Current developments in cognitive sonar have leveraged explicit semantic representations such as ontologies to develop cognitive agents that enable adaptation of sonar settings to optimize behaviors such as waveform selection… Click to show full abstract
Current developments in cognitive sonar have leveraged explicit semantic representations such as ontologies to develop cognitive agents that enable adaptation of sonar settings to optimize behaviors such as waveform selection during active tracking. However, such cognitive systems based on explicit knowledge representations can be time-and-labor intensive to update in operation and limited in ultimate performance. In other applications, such as computer Go, breakthrough performance was achieved by going beyond learning from all prior games and actions of experts to allowing the algorithm to compete with itself to develop and learn from the outcome of new approaches. This hybrid approach of learning from experts and then learning via self-competition is vital for sonar applications such as active antisubmarine warfare (ASW) because ground-truthed performance data are sparse and may not display optimal solutions.
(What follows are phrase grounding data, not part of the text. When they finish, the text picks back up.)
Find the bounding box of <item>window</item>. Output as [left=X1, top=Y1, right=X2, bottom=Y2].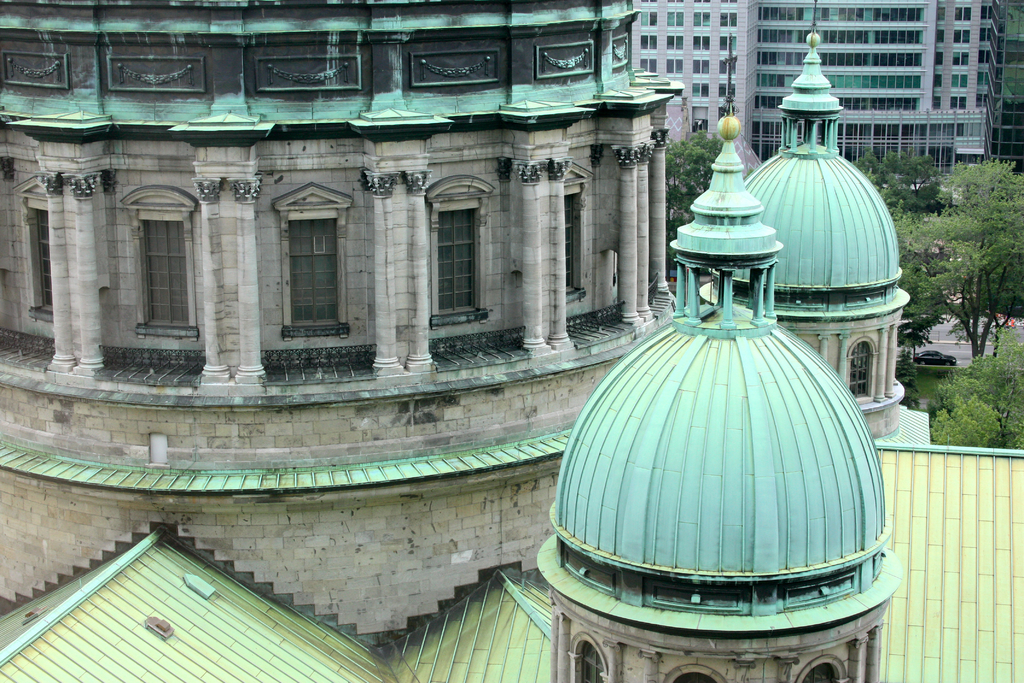
[left=693, top=11, right=712, bottom=26].
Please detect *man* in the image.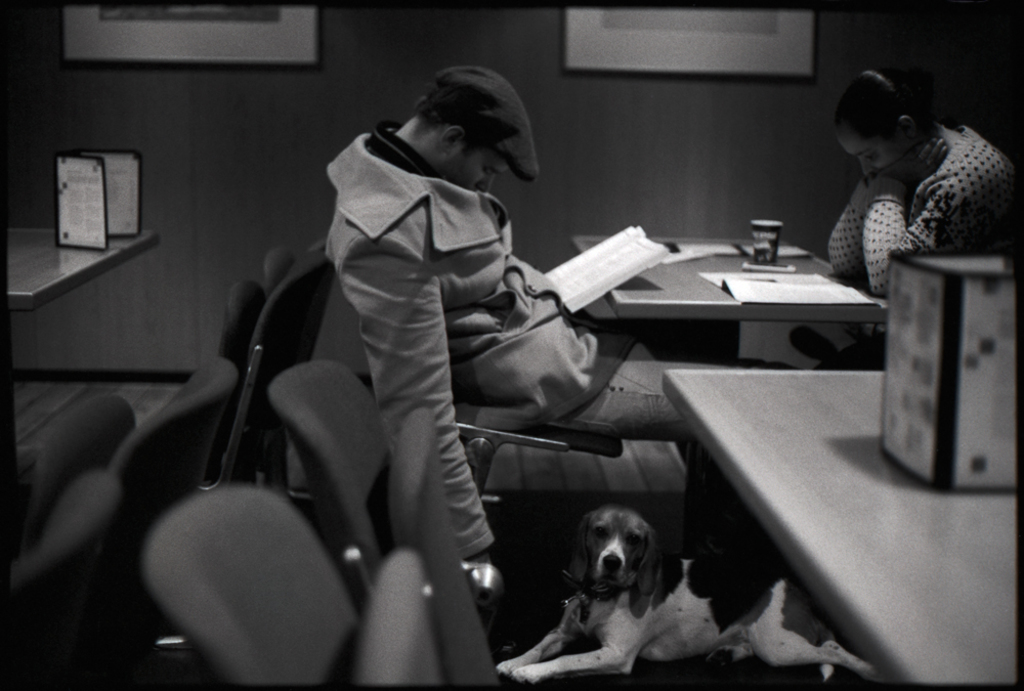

Here, we discuss our application of reinforcement learning to active ASW in a simulated environment based on computational-acoustics models, including an assessment of the goal states and performance metrics we have used. The fidelity of the simulated environment is discussed in terms of the interaction with reinforcement learning and the impact on generalization from learning in simulated environments to application in real environments. [Work supported by ARiA IR&D.]Current developments in cognitive sonar have leveraged explicit semantic representations such as ontologies to develop cognitive agents that enable adaptation of sonar settings to optimize behaviors such as waveform selection during active tracking. However, such cognitive systems based on explicit knowledge representations can be time-and-labor intensive to update in operation and limited in ultimate performance. In other applications, such as computer Go, breakthrough performance was achieved by going beyond learning from all prior games and actions of experts to allowing the algorithm to compete with itself to develop and learn from the outcome of new approaches. This hybrid approach of learning from experts and then learning via self-competition is vital for sonar applications such as active antisubmarine warfare (ASW) because ground-truthed performance data are sparse and may not display optimal solutions. Here, we discuss our application of reinforcement learning to active ASW in a simulated environ...
               
Click one of the above tabs to view related content.